Vildnis

Novel.
First published: 2010.
Published in: Danish and Swedish (vildsnår.)

"When they got the call from the pilot, to say that Daniel McFreigh had died, Beatrice was in the bath and hadn’t heard the conversation on the telephone. She was relieved that Thomas did not come into the bathroom, but told her from the passage. He stood outside the door and spoke to her in a low voice, as if it was an event from long ago. A past voice, one that history had already covered with muffling layers of time. A child with Daniel, she thought, would have been strong and beautiful. She looked at her own pale flesh under the surface of the water and wondered at how strange it was that she was waterproof and had probably just laid there, or laughed, or brushed her teeth, when he had died. They hadn’t planned to go back to Tanzania again. It wasn’t something they had discussed, but they had both known, Thomas had made it quite clear, when they left Kilimanjaro airport two years back, that it was the last time."
- Excerpt from “Bark of the Sundogs”. Translated from Danish.

Manuscript in English is available upon request for publisher interest - contact for more information.

 

Reviews

 

“...Does so called civilised man belong in nature any more at all? In that case is nature good or bad? Is there meaning behind it or is it empty? Does it offer comfort or is it frightening, beautiful or cruel...? These are themes worth listening to, worth opening yourself up to.”

— Kristeligt Dagblad, Denmark

 

“There is feminine Hemingway about her way of combining the masculine excitement seeking hunting instincts, the feminine cunning and the going in depth with the capricious mouse traps of the human psyche.”

— Nanna Goul, Denmark

 

“Natasha Illum Berg handles her characters and settings with great care and lingers by the most relevant, while conjuring up evokative scenes using a language that keeps sticking in the the memory of the reader. I will claim that this is such a rare feat, that her swedish publishing house should publish all of her earlier books.”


WORK TASK:
Print the records exactly and in full, please; the pictures stay out.

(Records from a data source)
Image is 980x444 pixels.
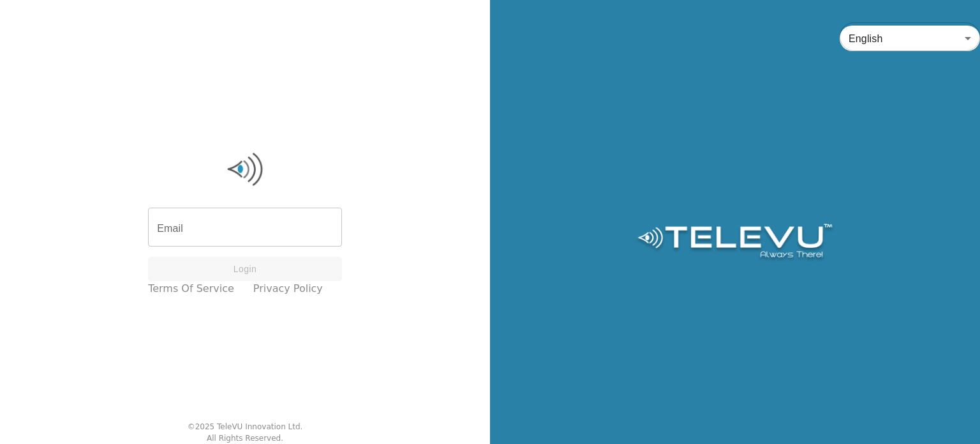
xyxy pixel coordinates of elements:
a: Terms of Service [148,281,234,296]
img: Logo [635,223,834,262]
div: © 2025 TeleVU Innovation Ltd. [188,421,303,432]
div: All Rights Reserved. [206,432,283,444]
div: English [840,21,980,56]
a: Privacy Policy [253,281,323,296]
img: Logo [148,150,342,189]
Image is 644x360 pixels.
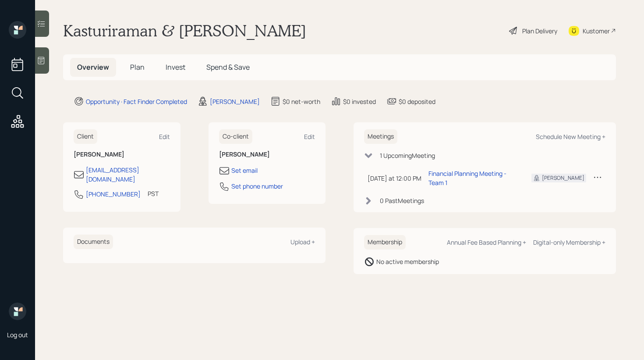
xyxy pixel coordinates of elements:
[86,165,170,184] div: [EMAIL_ADDRESS][DOMAIN_NAME]
[536,132,605,141] div: Schedule New Meeting +
[9,303,26,320] img: retirable_logo.png
[447,238,526,246] div: Annual Fee Based Planning +
[304,132,315,141] div: Edit
[206,62,250,72] span: Spend & Save
[290,237,315,246] div: Upload +
[231,166,257,175] div: Set email
[522,26,557,35] div: Plan Delivery
[86,190,140,199] div: [PHONE_NUMBER]
[73,151,170,158] h6: [PERSON_NAME]
[283,97,320,106] div: $0 net-worth
[376,257,439,266] div: No active membership
[380,196,424,205] div: 0 Past Meeting s
[165,62,185,72] span: Invest
[219,151,315,158] h6: [PERSON_NAME]
[343,97,376,106] div: $0 invested
[130,62,145,72] span: Plan
[73,234,113,249] h6: Documents
[231,181,283,191] div: Set phone number
[533,238,605,246] div: Digital-only Membership +
[398,97,436,106] div: $0 deposited
[148,189,158,198] div: PST
[63,21,306,40] h1: Kasturiraman & [PERSON_NAME]
[428,169,517,187] div: Financial Planning Meeting - Team 1
[364,235,406,249] h6: Membership
[380,151,435,160] div: 1 Upcoming Meeting
[7,331,28,339] div: Log out
[542,174,584,182] div: [PERSON_NAME]
[77,62,109,72] span: Overview
[210,97,260,106] div: [PERSON_NAME]
[582,26,609,35] div: Kustomer
[73,129,97,144] h6: Client
[159,132,170,141] div: Edit
[367,173,421,183] div: [DATE] at 12:00 PM
[86,97,187,106] div: Opportunity · Fact Finder Completed
[219,129,252,144] h6: Co-client
[364,129,397,144] h6: Meetings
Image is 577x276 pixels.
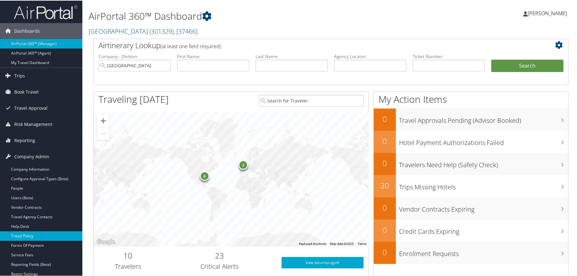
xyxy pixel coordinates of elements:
span: Risk Management [14,116,52,131]
h3: Travel Approvals Pending (Advisor Booked) [399,112,568,124]
h3: Critical Alerts [167,261,272,270]
button: Keyboard shortcuts [299,241,326,245]
h2: 0 [374,224,396,234]
h3: Trips Missing Hotels [399,179,568,191]
span: Map data ©2025 [330,241,354,244]
a: [GEOGRAPHIC_DATA] [89,26,198,35]
label: Ticket Number: [413,53,485,59]
h2: 0 [374,113,396,124]
a: Open this area in Google Maps (opens a new window) [95,237,116,245]
h2: Airtinerary Lookup [98,39,524,50]
div: 2 [239,159,248,169]
span: Company Admin [14,148,49,164]
a: 0Credit Cards Expiring [374,219,568,241]
span: Reporting [14,132,35,148]
span: Dashboards [14,22,40,38]
a: 0Travelers Need Help (Safety Check) [374,152,568,174]
h2: 30 [374,179,396,190]
h2: 0 [374,135,396,146]
span: Trips [14,67,25,83]
input: Search for Traveler [259,94,364,106]
h1: Traveling [DATE] [98,92,169,105]
h1: AirPortal 360™ Dashboard [89,9,412,22]
a: 0Enrollment Requests [374,241,568,263]
img: Google [95,237,116,245]
button: Zoom out [97,127,110,139]
a: 30Trips Missing Hotels [374,174,568,196]
span: [PERSON_NAME] [528,9,567,16]
span: (at least one field required) [161,42,221,49]
a: 0Vendor Contracts Expiring [374,196,568,219]
div: 8 [200,170,209,180]
a: View SecurityLogic® [282,256,364,267]
span: Travel Approval [14,99,48,115]
span: ( 301329 ) [149,26,174,35]
h2: 0 [374,246,396,257]
a: [PERSON_NAME] [523,3,573,22]
h2: 10 [98,249,158,260]
label: Company - Division: [98,53,171,59]
h3: Hotel Payment Authorizations Failed [399,134,568,146]
h3: Travelers [98,261,158,270]
h2: 0 [374,201,396,212]
button: Zoom in [97,114,110,126]
a: Terms (opens in new tab) [358,241,366,244]
label: Last Name: [256,53,328,59]
h3: Travelers Need Help (Safety Check) [399,156,568,168]
a: 0Travel Approvals Pending (Advisor Booked) [374,108,568,130]
a: 0Hotel Payment Authorizations Failed [374,130,568,152]
h3: Vendor Contracts Expiring [399,201,568,213]
h3: Enrollment Requests [399,245,568,257]
h1: My Action Items [374,92,568,105]
h2: 0 [374,157,396,168]
button: Search [491,59,563,72]
img: airportal-logo.png [14,4,77,19]
span: Book Travel [14,83,39,99]
label: Agency Locator: [334,53,406,59]
h3: Credit Cards Expiring [399,223,568,235]
span: , [ 37466 ] [174,26,198,35]
label: First Name: [177,53,249,59]
h2: 23 [167,249,272,260]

SOLUTION BELOW:
Image is 980x444 pixels.
xyxy pixel coordinates of elements:
a: Terms of Service [148,281,234,296]
img: Logo [635,223,834,262]
div: © 2025 TeleVU Innovation Ltd. [188,421,303,432]
div: All Rights Reserved. [206,432,283,444]
div: English [840,21,980,56]
a: Privacy Policy [253,281,323,296]
img: Logo [148,150,342,189]
Image is 644x360 pixels.
xyxy pixel coordinates of elements:
[86,165,170,184] div: [EMAIL_ADDRESS][DOMAIN_NAME]
[536,132,605,141] div: Schedule New Meeting +
[9,303,26,320] img: retirable_logo.png
[447,238,526,246] div: Annual Fee Based Planning +
[304,132,315,141] div: Edit
[206,62,250,72] span: Spend & Save
[290,237,315,246] div: Upload +
[231,166,257,175] div: Set email
[522,26,557,35] div: Plan Delivery
[86,190,140,199] div: [PHONE_NUMBER]
[73,151,170,158] h6: [PERSON_NAME]
[283,97,320,106] div: $0 net-worth
[376,257,439,266] div: No active membership
[380,196,424,205] div: 0 Past Meeting s
[165,62,185,72] span: Invest
[219,151,315,158] h6: [PERSON_NAME]
[343,97,376,106] div: $0 invested
[130,62,145,72] span: Plan
[73,234,113,249] h6: Documents
[231,181,283,191] div: Set phone number
[533,238,605,246] div: Digital-only Membership +
[398,97,436,106] div: $0 deposited
[148,189,158,198] div: PST
[63,21,306,40] h1: Kasturiraman & [PERSON_NAME]
[428,169,517,187] div: Financial Planning Meeting - Team 1
[364,235,406,249] h6: Membership
[380,151,435,160] div: 1 Upcoming Meeting
[7,331,28,339] div: Log out
[542,174,584,182] div: [PERSON_NAME]
[77,62,109,72] span: Overview
[210,97,260,106] div: [PERSON_NAME]
[582,26,609,35] div: Kustomer
[73,129,97,144] h6: Client
[159,132,170,141] div: Edit
[367,173,421,183] div: [DATE] at 12:00 PM
[86,97,187,106] div: Opportunity · Fact Finder Completed
[219,129,252,144] h6: Co-client
[364,129,397,144] h6: Meetings
Image is 577x276 pixels.
xyxy pixel coordinates of elements:
span: Risk Management [14,116,52,131]
h3: Travel Approvals Pending (Advisor Booked) [399,112,568,124]
h3: Critical Alerts [167,261,272,270]
button: Keyboard shortcuts [299,241,326,245]
h2: 0 [374,224,396,234]
h3: Trips Missing Hotels [399,179,568,191]
span: Map data ©2025 [330,241,354,244]
a: [GEOGRAPHIC_DATA] [89,26,198,35]
label: Ticket Number: [413,53,485,59]
h2: 0 [374,113,396,124]
a: Open this area in Google Maps (opens a new window) [95,237,116,245]
h2: Airtinerary Lookup [98,39,524,50]
div: 2 [239,159,248,169]
span: Company Admin [14,148,49,164]
a: 0Credit Cards Expiring [374,219,568,241]
span: Reporting [14,132,35,148]
span: Dashboards [14,22,40,38]
a: 0Travelers Need Help (Safety Check) [374,152,568,174]
h2: 30 [374,179,396,190]
h2: 0 [374,135,396,146]
span: Trips [14,67,25,83]
input: Search for Traveler [259,94,364,106]
h1: Traveling [DATE] [98,92,169,105]
h1: AirPortal 360™ Dashboard [89,9,412,22]
a: 0Enrollment Requests [374,241,568,263]
img: Google [95,237,116,245]
button: Zoom out [97,127,110,139]
a: 30Trips Missing Hotels [374,174,568,196]
span: [PERSON_NAME] [528,9,567,16]
span: (at least one field required) [161,42,221,49]
a: 0Vendor Contracts Expiring [374,196,568,219]
div: 8 [200,170,209,180]
a: View SecurityLogic® [282,256,364,267]
span: Travel Approval [14,99,48,115]
span: ( 301329 ) [149,26,174,35]
h2: 0 [374,246,396,257]
a: [PERSON_NAME] [523,3,573,22]
h2: 10 [98,249,158,260]
label: Company - Division: [98,53,171,59]
h3: Hotel Payment Authorizations Failed [399,134,568,146]
h3: Travelers [98,261,158,270]
h2: 0 [374,201,396,212]
button: Zoom in [97,114,110,126]
a: Terms (opens in new tab) [358,241,366,244]
label: Last Name: [256,53,328,59]
h3: Travelers Need Help (Safety Check) [399,156,568,168]
a: 0Travel Approvals Pending (Advisor Booked) [374,108,568,130]
a: 0Hotel Payment Authorizations Failed [374,130,568,152]
h3: Vendor Contracts Expiring [399,201,568,213]
h3: Enrollment Requests [399,245,568,257]
h1: My Action Items [374,92,568,105]
h2: 0 [374,157,396,168]
button: Search [491,59,563,72]
img: airportal-logo.png [14,4,77,19]
span: Book Travel [14,83,39,99]
label: Agency Locator: [334,53,406,59]
h3: Credit Cards Expiring [399,223,568,235]
span: , [ 37466 ] [174,26,198,35]
label: First Name: [177,53,249,59]
h2: 23 [167,249,272,260]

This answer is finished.